Tuesday, February 16, 2010

Tom Gray interview in Asheville Citizen-Times

Delta Moon offers blues boogie, new CD

By Michael Flynn
Asheville Citizen-Times
February 12, 2010

For Delta Moon singer and guitarist Tom Gray, the blues is a constant and constantly evolving.

“It's always changing — you can't pin it down,” he says. “If you pin down a butterfly, it's dead. Blues music will continue, but it will be different for each generation.”

Originally a keyboard player and singer with early '80s Atlanta rockers The Brains, Gray began playing lap steel guitar later that decade and has been immersed in the blues since. He and bottleneck guitarist Mark Johnson are bringing Delta Moon's dual-slide blues rock boogie to Jack of the Wood on Saturday for a “CD Leak” celebration of the band's new album, “Hell Bound Train.” Before a gig in Birmingham, Ala., Gray, 58, talked about the blues, the band and his Western North Carolina roots.

Question:

What was it about the blues that drew you in?

Answer:

The blues was always at the heart of what rock was. From Chuck Berry to Led Zeppelin, it's the wellspring. When I started playing with Mark he was focused on the blues, and I got focused with him. All of American music draws from the blues. It's an evolution; it's always there. But we're still not really a straight-up blues band. We're drawing from our life, not a 1929 Mississippi sharecropper.

Q:

What drove you while putting together the new album?

A:

We tried to keep a Southern theme in there. We're very pleased with the rhythm section, bassist Franher Joseph and drummer Darren Stanley, who've been with us since 2007. It was a lot of fun recording with them. They played together in the University of Georgia marching band, where Darren played snare drum and Franher played Sousaphone.

Q:

The band played last summer's Bele Chere — what do you like about playing Asheville?

A:

Coming to Asheville always feels good. It feels homey to us. My dad grew up near Franklin, and my mom in Ashe County. We still have a family farm near Boone; my sister lives there now. My mother's and father's families are from WNC from way back. It's the homeland for me. As a child when we were “going home” that always meant the N.C. mountains.

Q:

What can fans expect at the show?

A:

We'll have new and old songs, throwing in whatever comes to mind. We never quite succeed in putting together a set list. The show is a conversation with the audience — we're never sure where it's going.

Q:

You wrote the hit, but does money really change everything?

A:

That song has been good to me. It wasn't autobiographical, but it wasn't fiction. The lack of money certainly changes everything.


=== WORK ITEM ===
From the records below, return every line containing the word "type".
INFORMATION GIVEN section start
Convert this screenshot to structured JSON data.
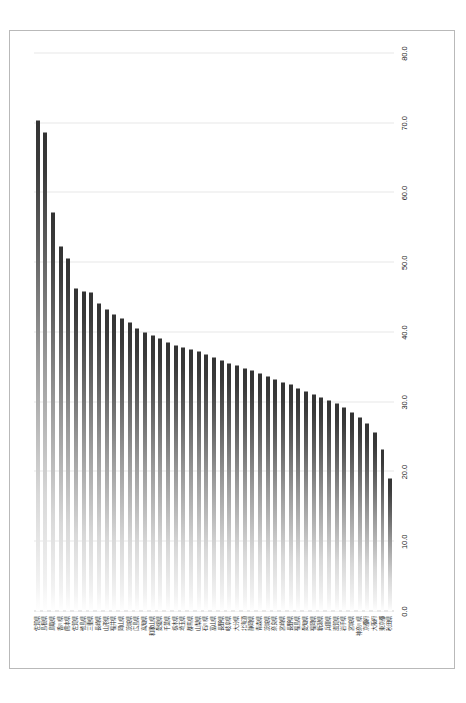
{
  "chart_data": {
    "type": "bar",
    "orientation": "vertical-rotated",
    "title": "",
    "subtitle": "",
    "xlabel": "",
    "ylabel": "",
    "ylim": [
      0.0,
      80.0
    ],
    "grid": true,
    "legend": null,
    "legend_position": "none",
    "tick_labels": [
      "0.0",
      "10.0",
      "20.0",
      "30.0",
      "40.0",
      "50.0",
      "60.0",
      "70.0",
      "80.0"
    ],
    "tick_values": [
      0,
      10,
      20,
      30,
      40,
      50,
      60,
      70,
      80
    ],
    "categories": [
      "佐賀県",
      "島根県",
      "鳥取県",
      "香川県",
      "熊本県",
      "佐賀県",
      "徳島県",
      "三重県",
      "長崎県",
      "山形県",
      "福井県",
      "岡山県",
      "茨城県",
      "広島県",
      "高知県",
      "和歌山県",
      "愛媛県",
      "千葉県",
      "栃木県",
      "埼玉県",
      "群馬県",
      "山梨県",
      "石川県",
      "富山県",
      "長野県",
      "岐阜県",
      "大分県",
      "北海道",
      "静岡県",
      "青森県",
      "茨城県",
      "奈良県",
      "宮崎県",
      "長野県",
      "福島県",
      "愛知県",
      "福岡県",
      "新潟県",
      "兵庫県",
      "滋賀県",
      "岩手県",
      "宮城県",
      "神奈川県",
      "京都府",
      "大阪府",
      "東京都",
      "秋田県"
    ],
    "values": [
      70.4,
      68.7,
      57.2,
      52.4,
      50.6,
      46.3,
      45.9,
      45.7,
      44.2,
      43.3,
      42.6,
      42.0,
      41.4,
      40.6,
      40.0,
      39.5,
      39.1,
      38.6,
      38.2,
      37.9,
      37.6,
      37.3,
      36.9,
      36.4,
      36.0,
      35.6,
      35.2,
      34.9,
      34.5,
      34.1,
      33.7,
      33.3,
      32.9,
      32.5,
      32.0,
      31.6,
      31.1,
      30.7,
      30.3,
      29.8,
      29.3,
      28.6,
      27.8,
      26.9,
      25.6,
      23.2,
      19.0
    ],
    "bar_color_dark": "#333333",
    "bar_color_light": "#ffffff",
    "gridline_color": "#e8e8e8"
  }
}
INFORMATION GIVEN section end
INFORMATION GIVEN section start
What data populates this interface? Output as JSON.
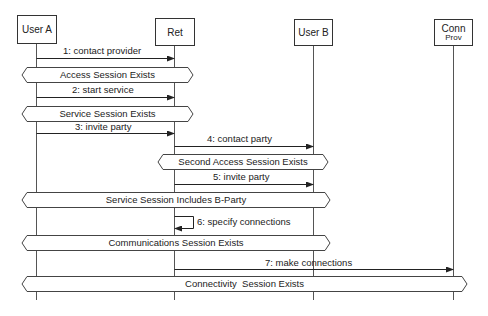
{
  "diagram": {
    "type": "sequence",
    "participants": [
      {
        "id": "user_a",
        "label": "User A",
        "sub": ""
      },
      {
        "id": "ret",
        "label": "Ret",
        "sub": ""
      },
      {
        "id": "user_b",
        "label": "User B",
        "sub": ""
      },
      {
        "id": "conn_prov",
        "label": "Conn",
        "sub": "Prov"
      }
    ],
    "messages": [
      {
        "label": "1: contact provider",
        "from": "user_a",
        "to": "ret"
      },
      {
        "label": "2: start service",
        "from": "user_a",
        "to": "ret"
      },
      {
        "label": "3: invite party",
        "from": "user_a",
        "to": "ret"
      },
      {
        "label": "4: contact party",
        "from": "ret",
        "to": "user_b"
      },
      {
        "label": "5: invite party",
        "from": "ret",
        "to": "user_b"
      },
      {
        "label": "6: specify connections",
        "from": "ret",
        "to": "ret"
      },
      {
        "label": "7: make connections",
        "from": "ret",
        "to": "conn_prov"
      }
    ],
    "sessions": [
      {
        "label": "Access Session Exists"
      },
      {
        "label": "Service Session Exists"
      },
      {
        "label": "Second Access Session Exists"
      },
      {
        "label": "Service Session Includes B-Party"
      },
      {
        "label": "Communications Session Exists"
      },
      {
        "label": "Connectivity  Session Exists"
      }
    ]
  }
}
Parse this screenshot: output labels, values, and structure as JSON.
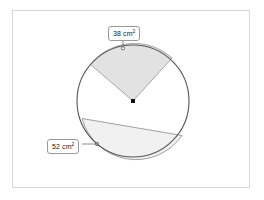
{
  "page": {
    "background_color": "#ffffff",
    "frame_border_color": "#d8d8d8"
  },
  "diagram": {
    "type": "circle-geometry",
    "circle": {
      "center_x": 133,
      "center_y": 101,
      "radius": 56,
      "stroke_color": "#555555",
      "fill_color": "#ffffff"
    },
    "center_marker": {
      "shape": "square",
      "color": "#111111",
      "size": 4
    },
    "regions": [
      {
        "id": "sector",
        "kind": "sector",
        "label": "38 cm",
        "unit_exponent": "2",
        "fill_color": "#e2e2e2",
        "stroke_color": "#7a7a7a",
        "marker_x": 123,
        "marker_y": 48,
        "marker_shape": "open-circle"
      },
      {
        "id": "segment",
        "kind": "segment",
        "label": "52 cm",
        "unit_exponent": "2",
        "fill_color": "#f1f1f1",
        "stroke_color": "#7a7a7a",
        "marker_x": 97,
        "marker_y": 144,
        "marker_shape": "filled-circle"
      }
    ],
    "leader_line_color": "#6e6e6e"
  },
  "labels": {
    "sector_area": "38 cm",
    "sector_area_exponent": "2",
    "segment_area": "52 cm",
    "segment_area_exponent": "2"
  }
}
INFORMATION GIVEN section end
=== WORKED SOLUTION ===
    "type": "bar",
    "type": "sequence",
    "type": "circle-geometry",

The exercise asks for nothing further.